Shorts (left)
In Gaza, Hamas’ Insults to Jews Complicate Peace Effort
In the Katib Wilayat mosque one recent Friday, the imam was discussing the wiliness of the Jew.
“Jews are a people who cannot be trusted,” Imam Yousif al-Zahar of Hamas told the faithful. “They have been traitors to all agreements — go back to history. Their fate is their vanishing. Look what they are doing to us.”
At Al Omari mosque, the imam cursed the Jews and the “Crusaders,” or Christians, and the Danes, for reprinting cartoons of the Prophet Muhammad. He referred to Jews as “the brothers of apes and pigs,” while the Hamas television station, Al Aksa, praises suicide bombing and advocates holy war until Palestine is free of Jewish control.
Its videos praise fighters and rocket-launching teams; its broadcasts insult the Palestinian Authority president, Mahmoud Abbas, for talking to Israel and the United States; its children’s programs praise “martyrdom” and teach what Hamas calls the perfidy of the Jews and the need to end Israeli occupation over Palestinian land, meaning any part of the State of Israel.
Big Plans for Big Easy Are Stalled
In March 2007, city officials finally unveiled their plan to redevelop New Orleans and begin to move out of the post-Hurricane Katrina morass. It was billed as the plan to end all plans, with Paris-like streetscape renderings and promises of parks, playgrounds and “cranes on the skyline” within months.
But a year after a celebratory City Hall kickoff, there have been no cranes and no Parisian boulevards. A modest paved walking path behind a derelict old market building is held up as a marquee accomplishment of the yet-to-be-realized plan.
There has been nothing to signal a transformation in the sea of blight and abandonment that still defines much of the city. Weary and bewildered citizens, forced to bring back the hard-hit city on their own, have searched the plan’s 17 “target recovery zones” for any sign that the city’s promises should not be consigned to the municipal filing cabinet, along with their predecessors. On their one-year anniversary, the designated “zones” have hardly budged.
Carrying Primary Scars Into Nov.
President Carter and Sen. Edward M. Kennedy had been sharp adversaries with a bad history, and in the 1980 presidential campaign they let it bleed into a bitter nomination fight. The Carter administration challenged Kennedy’s patriotism and refused to debate, while Kennedy dragged out their fight for nine months, all the way to the Democratic convention. A weakened Carter prevailed and won the nomination, but he went on to lose in November.
Convention fights often spell ruin for a party. The 1980 experience for Democrats — as well as a fight in 1968, and one in 1976 for Republicans — all suggest that a bruising primary carried through the summer can contribute to defeat in November.
Today, nervous Democrats are worried that history will repeat itself as Sen. Hillary Rodham Clinton, who lags in delegates and the popular vote, has refused to concede the nomination to Sen. Barack Obama. Despite the increasing rancor of the campaign, Clinton says she is staying in until the voting is over.
Former President Clinton reinforced that point on Sunday. “There is somehow the suggestion that because we are having a vigorous debate about who would be the best president, we are going to weaken this party in the fall,” Clinton said. “Chill out.”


◆ **WHAT IS BEING ASKED**:
Reproduce the data that follows character for character, but omit its pictures.

══════

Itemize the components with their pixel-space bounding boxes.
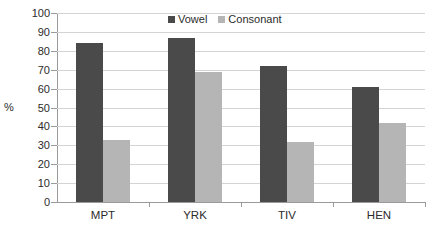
y-tick-label: 60 xyxy=(0,83,50,95)
y-tick-mark xyxy=(51,202,57,203)
legend-label-consonant: Consonant xyxy=(228,13,281,25)
bar-consonant-hen xyxy=(379,123,406,202)
bar-consonant-tiv xyxy=(287,142,314,202)
y-tick-label: 40 xyxy=(0,120,50,132)
bar-vowel-yrk xyxy=(168,38,195,202)
bar-group xyxy=(333,13,425,202)
y-tick-label: 80 xyxy=(0,45,50,57)
chart-legend: VowelConsonant xyxy=(168,13,282,25)
y-tick-label: 20 xyxy=(0,158,50,170)
legend-item-consonant: Consonant xyxy=(218,13,281,25)
y-tick-mark xyxy=(51,13,57,14)
bar-vowel-mpt xyxy=(76,43,103,202)
bar-vowel-tiv xyxy=(260,66,287,202)
y-tick-label: 30 xyxy=(0,139,50,151)
x-axis-separator-tick xyxy=(149,202,150,207)
bar-group xyxy=(241,13,333,202)
bar-consonant-yrk xyxy=(195,72,222,202)
y-tick-label: 0 xyxy=(0,196,50,208)
bar-group xyxy=(149,13,241,202)
x-axis-separator-tick xyxy=(425,202,426,207)
y-tick-mark xyxy=(51,89,57,90)
x-tick-label-yrk: YRK xyxy=(149,208,241,222)
y-tick-label: 70 xyxy=(0,64,50,76)
y-tick-mark xyxy=(51,32,57,33)
legend-swatch-consonant xyxy=(218,16,225,23)
y-tick-mark xyxy=(51,145,57,146)
legend-label-vowel: Vowel xyxy=(178,13,207,25)
bar-chart: % 1009080706050403020100 VowelConsonant … xyxy=(0,0,437,231)
y-tick-label: 90 xyxy=(0,26,50,38)
y-tick-mark xyxy=(51,164,57,165)
x-axis-separator-tick xyxy=(333,202,334,207)
x-tick-label-mpt: MPT xyxy=(57,208,149,222)
legend-item-vowel: Vowel xyxy=(168,13,207,25)
y-tick-label: 100 xyxy=(0,7,50,19)
x-tick-label-hen: HEN xyxy=(333,208,425,222)
y-tick-label: 50 xyxy=(0,102,50,114)
x-tick-label-tiv: TIV xyxy=(241,208,333,222)
y-tick-mark xyxy=(51,51,57,52)
plot-area xyxy=(57,13,425,202)
legend-swatch-vowel xyxy=(168,16,175,23)
y-tick-label: 10 xyxy=(0,177,50,189)
bar-consonant-mpt xyxy=(103,140,130,202)
x-axis-separator-tick xyxy=(241,202,242,207)
bar-group xyxy=(57,13,149,202)
y-tick-mark xyxy=(51,70,57,71)
y-tick-mark xyxy=(51,126,57,127)
y-axis-tick-labels: 1009080706050403020100 xyxy=(0,0,50,231)
y-tick-mark xyxy=(51,183,57,184)
y-tick-mark xyxy=(51,108,57,109)
bar-vowel-hen xyxy=(352,87,379,202)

══════

◆ **EXERCISE RESULT**:
Itemize the components with their pixel-space bounding boxes.
y-tick-label: 60 xyxy=(0,83,50,95)
y-tick-mark xyxy=(51,202,57,203)
legend-label-consonant: Consonant xyxy=(228,13,281,25)
bar-consonant-hen xyxy=(379,123,406,202)
bar-consonant-tiv xyxy=(287,142,314,202)
y-tick-label: 40 xyxy=(0,120,50,132)
bar-vowel-yrk xyxy=(168,38,195,202)
bar-group xyxy=(333,13,425,202)
y-tick-label: 80 xyxy=(0,45,50,57)
chart-legend: VowelConsonant xyxy=(168,13,282,25)
y-tick-label: 20 xyxy=(0,158,50,170)
legend-item-consonant: Consonant xyxy=(218,13,281,25)
y-tick-mark xyxy=(51,13,57,14)
bar-vowel-mpt xyxy=(76,43,103,202)
bar-vowel-tiv xyxy=(260,66,287,202)
y-tick-label: 30 xyxy=(0,139,50,151)
x-axis-separator-tick xyxy=(149,202,150,207)
bar-group xyxy=(241,13,333,202)
bar-consonant-yrk xyxy=(195,72,222,202)
y-tick-label: 0 xyxy=(0,196,50,208)
bar-group xyxy=(149,13,241,202)
x-axis-separator-tick xyxy=(425,202,426,207)
y-tick-mark xyxy=(51,89,57,90)
x-tick-label-yrk: YRK xyxy=(149,208,241,222)
y-tick-label: 70 xyxy=(0,64,50,76)
y-tick-mark xyxy=(51,32,57,33)
legend-swatch-consonant xyxy=(218,16,225,23)
y-tick-mark xyxy=(51,145,57,146)
legend-label-vowel: Vowel xyxy=(178,13,207,25)
bar-chart: % 1009080706050403020100 VowelConsonant … xyxy=(0,0,437,231)
y-tick-label: 90 xyxy=(0,26,50,38)
y-tick-mark xyxy=(51,164,57,165)
x-axis-separator-tick xyxy=(333,202,334,207)
x-tick-label-mpt: MPT xyxy=(57,208,149,222)
legend-item-vowel: Vowel xyxy=(168,13,207,25)
y-tick-label: 100 xyxy=(0,7,50,19)
x-tick-label-hen: HEN xyxy=(333,208,425,222)
y-tick-label: 50 xyxy=(0,102,50,114)
x-tick-label-tiv: TIV xyxy=(241,208,333,222)
y-tick-mark xyxy=(51,51,57,52)
plot-area xyxy=(57,13,425,202)
legend-swatch-vowel xyxy=(168,16,175,23)
y-tick-label: 10 xyxy=(0,177,50,189)
bar-consonant-mpt xyxy=(103,140,130,202)
x-axis-separator-tick xyxy=(241,202,242,207)
bar-group xyxy=(57,13,149,202)
y-tick-mark xyxy=(51,70,57,71)
y-tick-mark xyxy=(51,126,57,127)
y-axis-tick-labels: 1009080706050403020100 xyxy=(0,0,50,231)
y-tick-mark xyxy=(51,183,57,184)
y-tick-mark xyxy=(51,108,57,109)
bar-vowel-hen xyxy=(352,87,379,202)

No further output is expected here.